Crash course: Virtualization with KVM on Ubuntu Server

Learn how to get KVM running on Ubuntu Server, install multiple guests, manage storage, and migrate guests to new hosts

KVM, the Linux kernel hypervisor, is the up-and-coming enterprise virtualization contender. It's lean, mean, fast, and runs unmodified guest operating systems with ease. In this crash course we'll quickly get KVM up and running on Ubuntu Server, install multiple guests, manage storage, and migrate guests to new hosts.

KVM and Ubuntu Server

KVM, which stands for "kernel-based virtual machine", was first developed by Qumranet. Red Hat bought Qumranet in 2008 and made KVM the core of Red Hat Enterprise Virtualization for Servers. KVM is licensed under the GPL and is part of the mainline kernel, so any Linux distribution can support it. KVM is a Type 2 hypervisor, which means it runs inside an operating system. Some popular Type 2 hypervisors are Xen and VirtualBox. Type 1 hypervisors, such as IBM's z/VM and VMWare ESXi, run on the bare metal and don't need operating systems. KVM supports pretty much any guest operating systems: Linux, Mac OS X, Unix, Windows, and whatever else you have lying around.

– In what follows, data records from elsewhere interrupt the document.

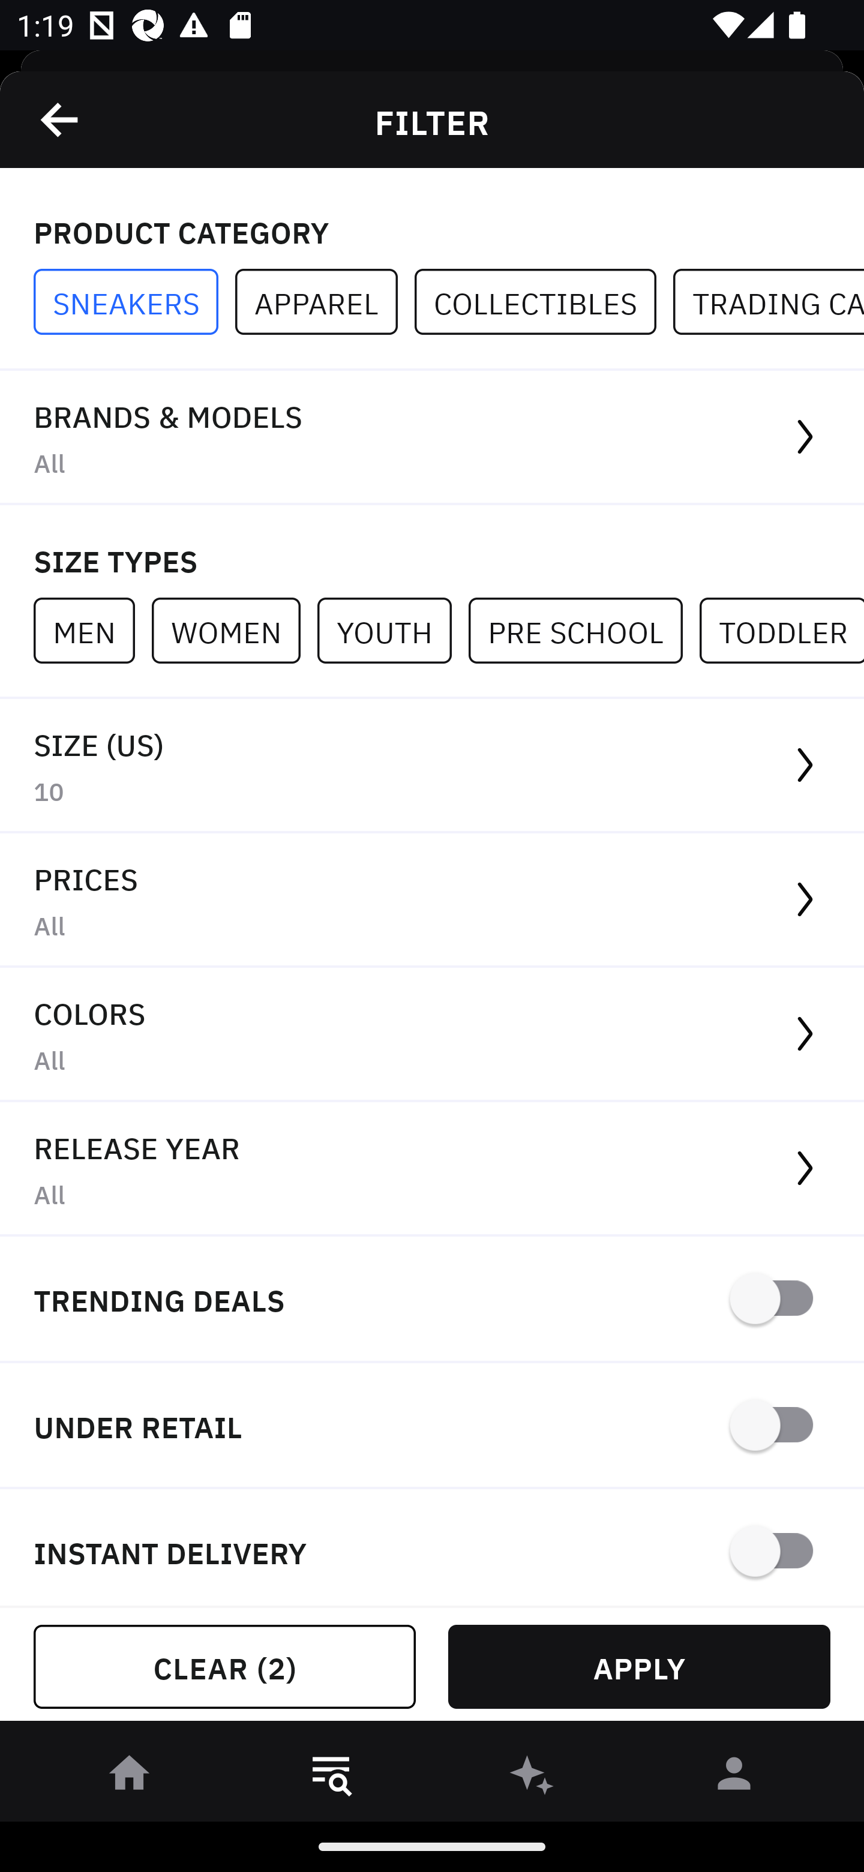  What do you see at coordinates (129, 1778) in the screenshot?
I see `󰋜` at bounding box center [129, 1778].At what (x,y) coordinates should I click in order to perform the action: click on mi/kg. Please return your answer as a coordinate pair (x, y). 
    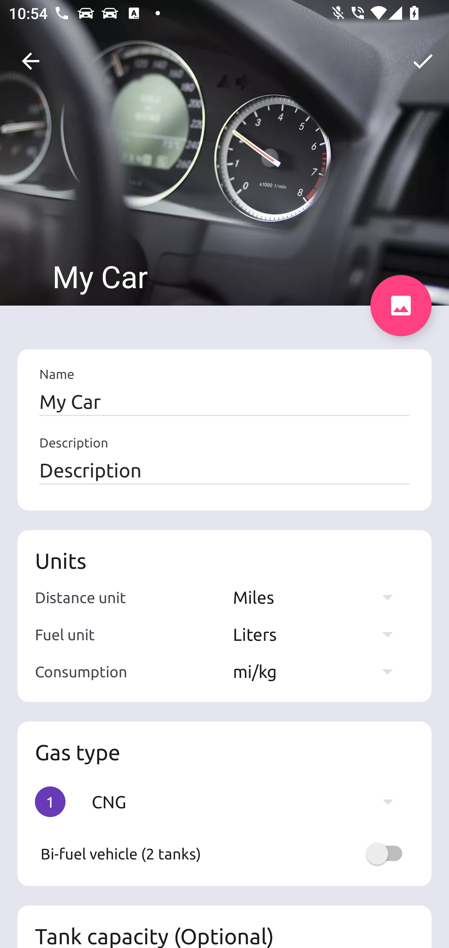
    Looking at the image, I should click on (319, 671).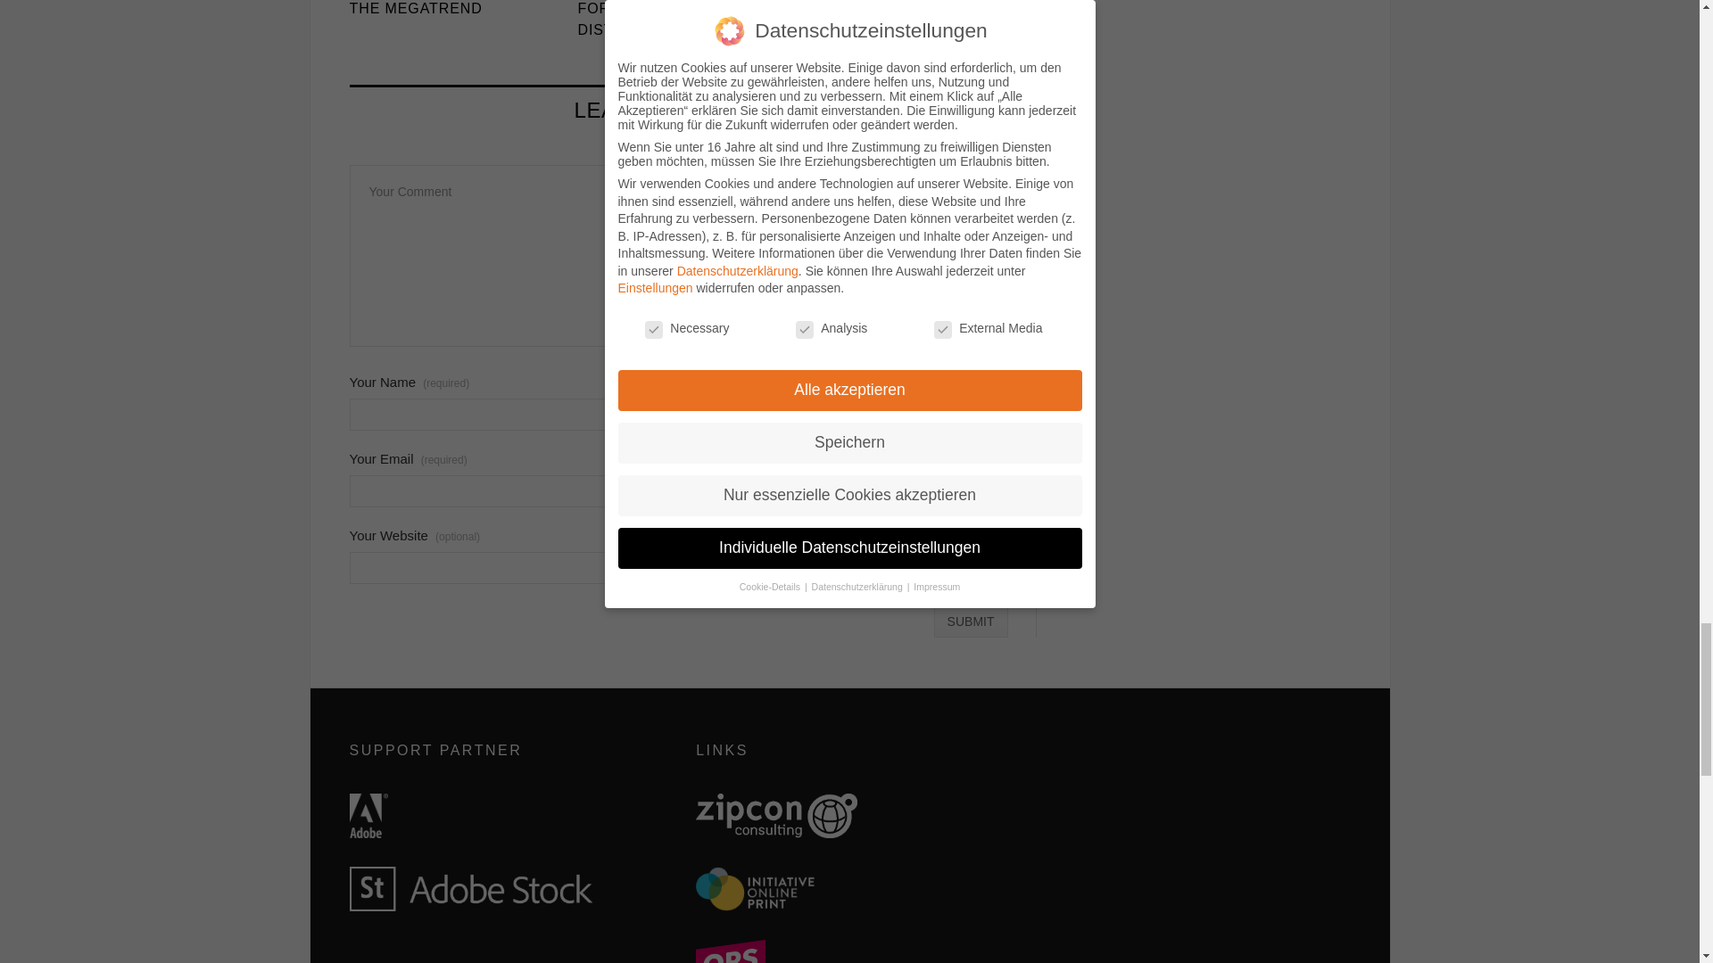  Describe the element at coordinates (970, 621) in the screenshot. I see `Submit` at that location.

Ubuntu Server, like KVM, is growing into an enterprise powerhouse. Ubuntu supports KVM on x86 and x86_64. Unlike Red Hat and Novell, the big two enterprise Linux vendors, you can download and test Ubuntu without having to register or wade through sales pitches. If you want training, commercial support, or online services like the Landscape systems manager or Ubuntu cloud services, they're there when you want them.

System requirements

For this crash course you'll need an Ubuntu computer with an Intel VT or AMD-V CPU, because these include special extensions for native support of virtual machines.(See KVM's CPU support page for more information.) I'm using 11.04, Natty Narwhal 64-bit for this article. I recommend using Ubuntu Server for your production KVM server, but for testing, any Ubuntu will do. Use this command to see if your x86 CPU has virtualization extensions:

$ egrep -o '(vmx|svm)' /proc/cpuinfo
vmx
vmx

This example shows a dual-core Intel CPU with virtualization support. You'll probably have to enable the virtualization extensions in your system BIOS. Make sure this is enabled or KVM will not work.

You can run 32- or 64-bit guests on a 64-bit system, but you can run only 32-bit guests on a 32-bit system. Lots of memory is good, and so are multi-core CPUs. Ubuntu Server is frugal of system resources, which leaves more for your virtual guests. The minimum Ubuntu Server system requirements are a 300 MHz processor, 128 MB RAM, and 1 GB hard drive space. That is very minimal. For testing KVM, I recommend a minimum 2 GHz CPU, 2 GB RAM, and enough disk space for your guest operating systems plus data storage. Provisioning a production server is a bit imprecise. If you just add up the system requirements of all your guests, you'll have an over-provisioned machine, unless your guests run at full-speed all the time. One of the benefits of virtual machines is using hardware more efficiently, because when one guest is idle another one is busy. If you under-provision and your server becomes overloaded, then you can move guests to different hosts. So you have a lot of wiggle room, and don't need to make it perfect from the start.